Mr. Alger, Please Report to Central Planning…

President Obama, who has no experience in the private sector, believes that running a successful business is a collective enterprise.  The President recently told a group of supporters in Virginia that people who are successful in business didn’t make it on hard work and determination alone.  To the contrary,  their success is owed in part to the Government, which provides roads, bridges, teachers, and a helping hand. In short, the President said “If you’ve been successful, you didn’t get there on your own.” 

What the President is trying to say is that Government is partly responsible for successful business ventures, and as such, it has a right to partake in the financial rewards.  This worldview bothers me on three levels.  First, Government already benefits from the success of businesses by collecting part of their earnings in taxes.  The President would like to take a little more, and raise that tax rate, to compensate for Government’s helping hand.  Second, when businesses fail the Government is nowhere to be seen.  Most small business ventures don’t make it.  The Government will let the entrepreneur take all the risk, but only partakes of  the success, sort of like the bad in-law who only shows up to eat the Thanksgiving meal but never helps prepare it or clear the table.  Last,  it demonstrates a fundamental misunderstanding of how free markets work, and what makes America great.    Across the country, men and women sacrifice their time, risk their financial futures, and strain their personal relationships,  for a chance at a better life.  They create jewelry stores and  coffee shops out of nothing.  They do this because they want better for themselves and their families.  Their success doesn’t cost me anything.  Nor do I claim that I am part owner because I pay taxes for roads and bridges that facilitate commerce.   I’m happy for them.  The President, and some of his supporters, somehow feel jilted. 

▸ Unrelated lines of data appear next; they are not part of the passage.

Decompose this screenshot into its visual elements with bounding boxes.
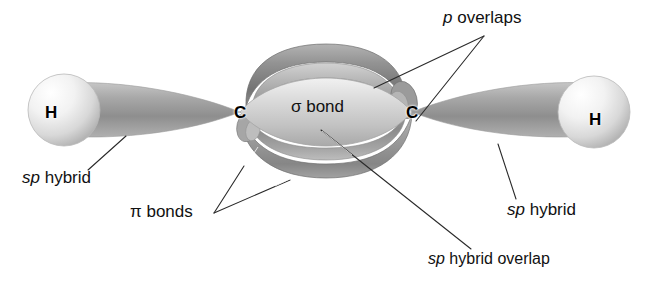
leader-p-overlaps-1 [374,36,484,88]
label-pi-bonds-rest: π bonds [130,202,193,221]
label-sp-hybrid-left-italic: sp [22,168,40,187]
label-sp-hybrid-left-rest: hybrid [40,168,91,187]
orbital-diagram-figure: H C C H p overlaps σ bond sp hybrid sp h… [0,0,650,299]
label-p-overlaps: p overlaps [443,8,521,28]
label-sp-hybrid-right-italic: sp [507,200,525,219]
label-sp-hybrid-overlap-italic: sp [428,250,445,267]
label-sp-hybrid-overlap-rest: hybrid overlap [445,250,550,267]
label-p-overlaps-rest: overlaps [452,8,521,27]
leader-sp-hybrid-right [498,144,516,199]
label-sp-hybrid-right-rest: hybrid [525,200,576,219]
atom-label-h-left: H [45,103,57,123]
leader-pi-bonds-2 [214,180,290,213]
leader-sp-hybrid-left [88,136,126,170]
left-hydrogen-sphere [28,74,100,146]
atom-label-h-right: H [589,110,601,130]
label-sp-hybrid-overlap: sp hybrid overlap [428,250,550,268]
label-sp-hybrid-right: sp hybrid [507,200,576,220]
atom-label-c-right: C [406,103,418,123]
diagram-canvas [0,0,650,299]
label-sigma-bond: σ bond [291,97,344,117]
label-sigma-bond-rest: σ bond [291,97,344,116]
atom-label-c-left: C [234,103,246,123]
label-pi-bonds: π bonds [130,202,193,222]
label-sp-hybrid-left: sp hybrid [22,168,91,188]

Government creates nothing.  What is does provide is a blank slate by staying out of the way and letting people reap the rewards of their dreams, labor, and sacrifice.  People still come from all over the world, like Horatio Alger of yesteryear, for a chance at the American Dream.  For the President to claim that roads and bridges and political stability entitle the Government to take credit for a successful business venture is like saying that because public schools teach kids to read, Government is responsible for the success of Harry Potter.   Its nonsense, and most of us understand that.

I’m not sure where the President developed this mindset, but he might be better off reading more Horatio Alger and less Harry Potter.  Even in the end, young Harry had to leave the fantasy world and come home.